“But you said—”
Jamie interrupted him.
“I did what I did in my life, and I was driven to do it because I had a deep need to prove my father wrong, and then rub his nose in it, and not stop. That got in my way when I finally had a line to you, and I didn’t know how to be your father. That was all I knew. Pushing is not guiding. Judging is not offering wisdom. I learned that when you pulled away. But you don’t have anything to prove to me, Judge. I’ve always been proud of you.”
I’ve always been proud of you.
Jesus shit.
His jaw jerked sideways and up.
And then he and Dad were hugging.
“I’ve always been proud of you,” Jamie whispered in his ear, his voice hoarse.
This time, Judge swallowed.
They held on.
And they did that a long time.
Belinda Oakley lay silent beside them.
But it wasn’t lost on Judge that what she’d threatened happened.
Over her dead body he’d be with his father.
Judge just didn’t know what to do with that.
* * *
“I love this,” Chloe whispered to him.
She was lying on top of him.
It was late by the time they’d had lunch and gone out to Lucas to check in with the funeral home, deal with some of the details (his dad did know what his mom wanted, and after a memorial, she’d be cremated).
They decided to return, have dinner, and chill out before they went back the next day, to the house where Judge grew up. The house Jamie had bought for them. The house Belinda nearly lost countless times and would have if Jamie or AJ hadn’t stepped in to make sure she, but mostly Judge, wasn’t turned out into the street.
After dinner, they all hung in the living room of Chloe, Judge and Rix’s suite, Dru drinking wine, the rest of them sipping bourbon.
Eventually Jamie drifted away. Then Dru followed him. And Rix said he had to hit the sack.
So Chloe and Judge moved into their bedroom, prepared for bed, and that brought them to now.
Judge had just told her about his conversation with his dad.
“You seem okay,” she noted.
He gave her a squeeze with the arms he’d had light around her.
“I told you, I am.”
She was back to whispering, like Jamie was still in the other room. “He’s wrecked.”
“I know,” Judge whispered back.
She lifted a hand and tracked whatever pattern moved her on his cheekbone, temple, along his hairline, jaw.

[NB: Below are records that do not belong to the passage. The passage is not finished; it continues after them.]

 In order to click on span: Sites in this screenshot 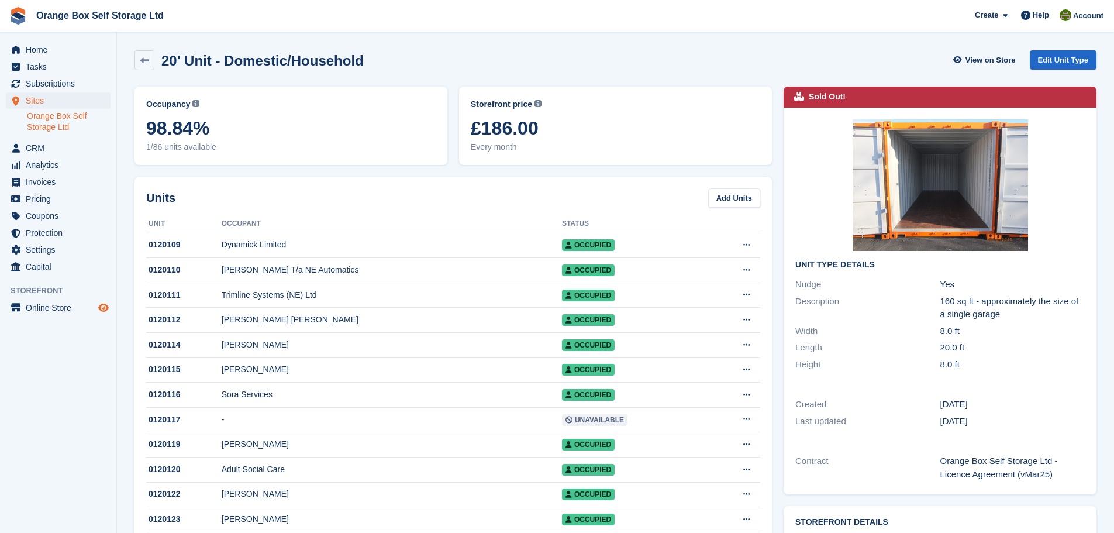, I will do `click(61, 101)`.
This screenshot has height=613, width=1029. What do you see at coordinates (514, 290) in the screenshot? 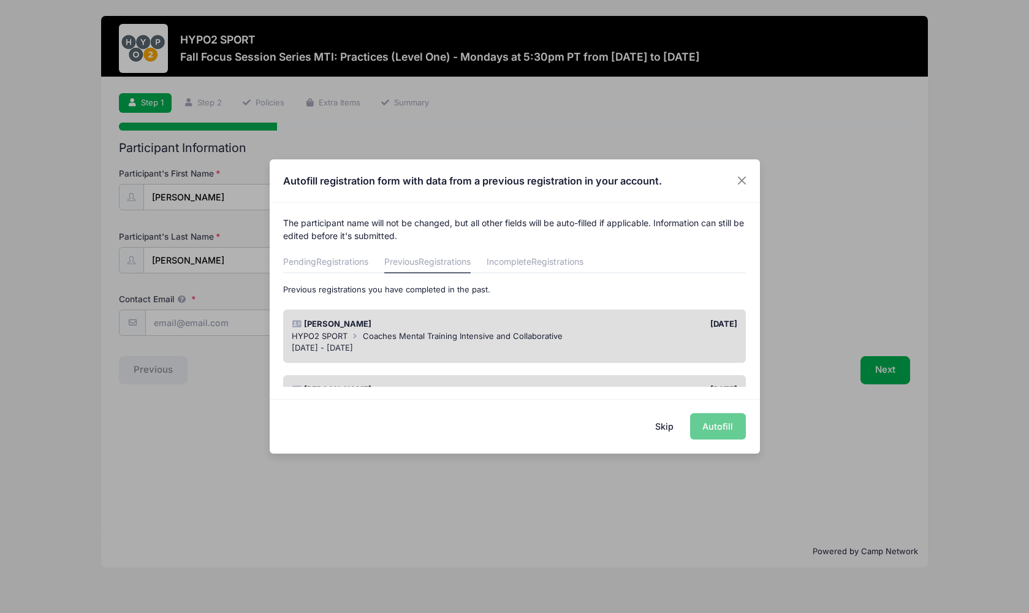
I see `p: Previous registrations you have completed in the past.` at bounding box center [514, 290].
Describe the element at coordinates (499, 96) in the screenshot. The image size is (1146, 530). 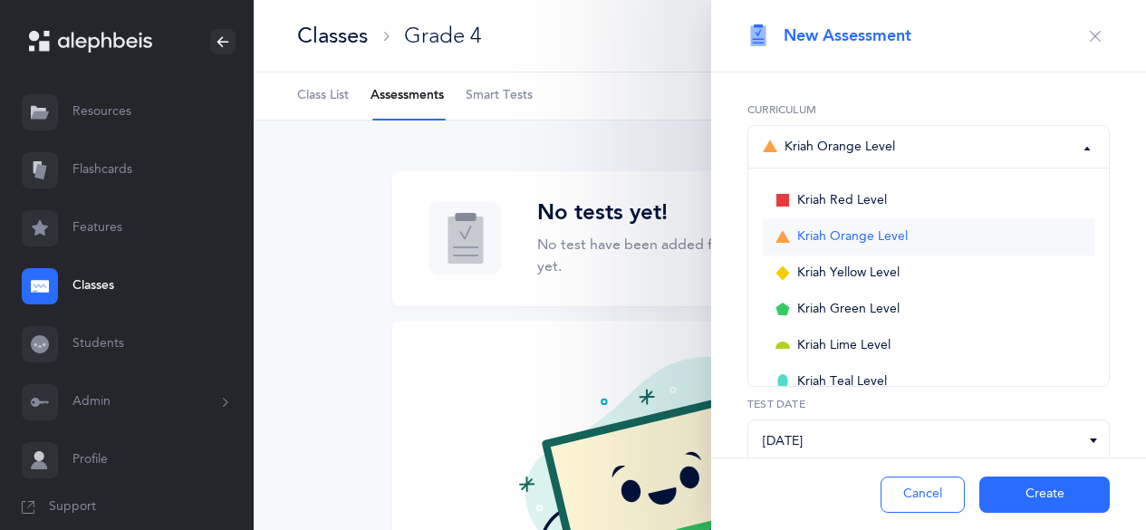
I see `span: Smart Tests` at that location.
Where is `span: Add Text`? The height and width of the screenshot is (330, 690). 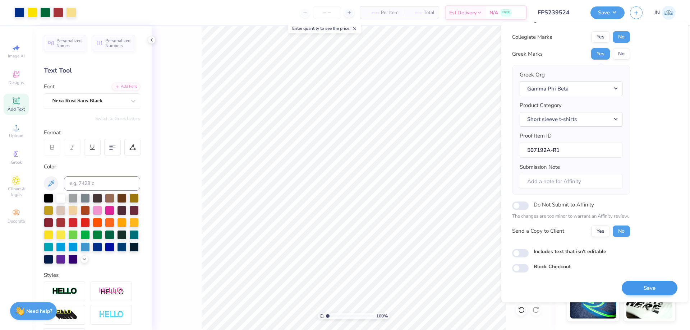 span: Add Text is located at coordinates (16, 109).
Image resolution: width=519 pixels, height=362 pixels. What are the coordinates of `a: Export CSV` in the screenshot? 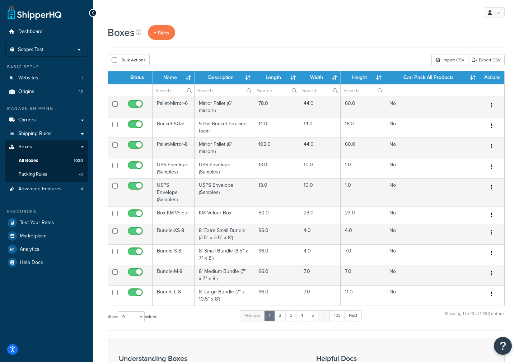 It's located at (486, 60).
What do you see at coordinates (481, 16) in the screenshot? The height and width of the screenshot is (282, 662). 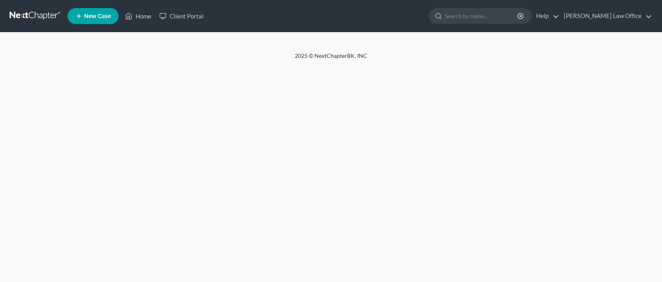 I see `input: Search by name...` at bounding box center [481, 16].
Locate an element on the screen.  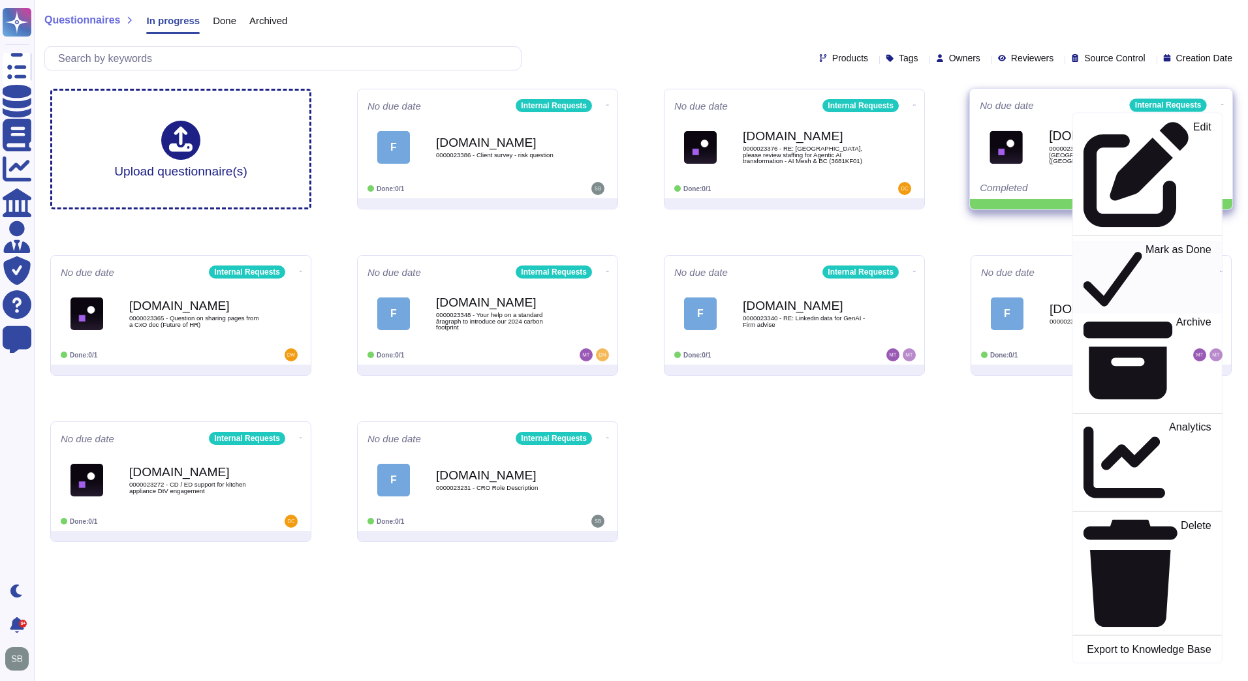
p: Delete is located at coordinates (1196, 574).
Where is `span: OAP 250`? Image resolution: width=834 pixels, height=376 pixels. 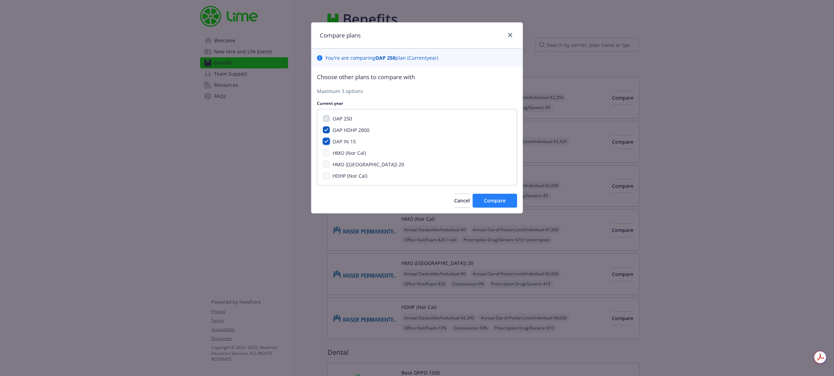
span: OAP 250 is located at coordinates (342, 119).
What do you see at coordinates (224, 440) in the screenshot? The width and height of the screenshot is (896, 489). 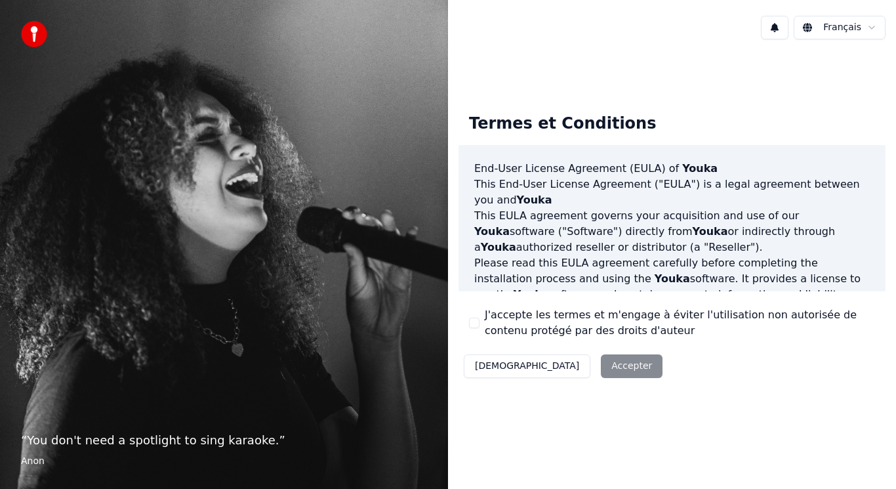 I see `p: “ You don't need a spotlight to sing karaoke. ”` at bounding box center [224, 440].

Then she said, “Love just doesn’t die.”
Duncan and Imogen.
Corey and Imogen…and Duncan.
Tom and Imogen.
Jamie and Rosalind.
And Jamie and Belinda.
No.
Love just didn’t die.
“Baby,” he murmured.
Her gaze went to her finger at his jaw to his.
“Thanks for taking over.”
She assumed a mock severe expression. “You take the fun out of being bossy, because you’re so easy.”
He gave her a small smile.
She pushed up and kissed it.
When she pulled away, she tried to hide the concern that had dug deep in her eyes, and she failed.
So he threw her something.
“Can I ask a favor?”
If it was possible, not even a nanosecond passed before she said, “Anything.”
“I don’t know if they can do things like this, but can you call the funeral home tomorrow? Ask them to dye Mom’s hair so it’s…right. No one’s going to see her before…they finish things for her. I just can’t have her—”
“First thing in the morning, honey,” she said softly.
“Thanks.”
She touched her mouth to his again then moved away, his asking a favor doing nothing to alleviate her worry.
“I’m totally okay,” he said again.
“All right, mon beau,” she whispered.
She didn’t believe him.
He sighed.
Then he rolled her to her back.
And he gave her something she could believe in.
And he gave it to her good.
Chapter 26
The Fury
Chloe
The next morning…Monday…
“Judge’s whole ‘I’m totally cool’ act is fucking creepy as fuck.”
“Hmm,” I hummed to what Rix muttered to me under his breath as, ahead of us, tentatively, Jamie followed Judge, who was not tentative at all in walking up to a highly dilapidated, but obviously it had once been a rather nice, large, ranch-style home.
It was out in the middle of nowhere.
However, I might be wrong, but it seemed like that wasn’t the intention when it was built.
That said, I could see from a property that veritably screamed I don’t give a shit! why no one else would build anywhere nearby.
Looking at some of the siding that had slipped, the peeling paint around the eaves, the yard that had long since given up any hope of being a yard and was a tangle of knee-high weeds and scrub, I grabbed a stranglehold on my temper.
Because Judge grew up here.
My glorious Judge grew up in a home where the woman who owned it, the mother who had charge of him, didn’t even bother to mow the fucking lawn.
“Has he ever talked about her with you?” I asked Rix, also under my breath.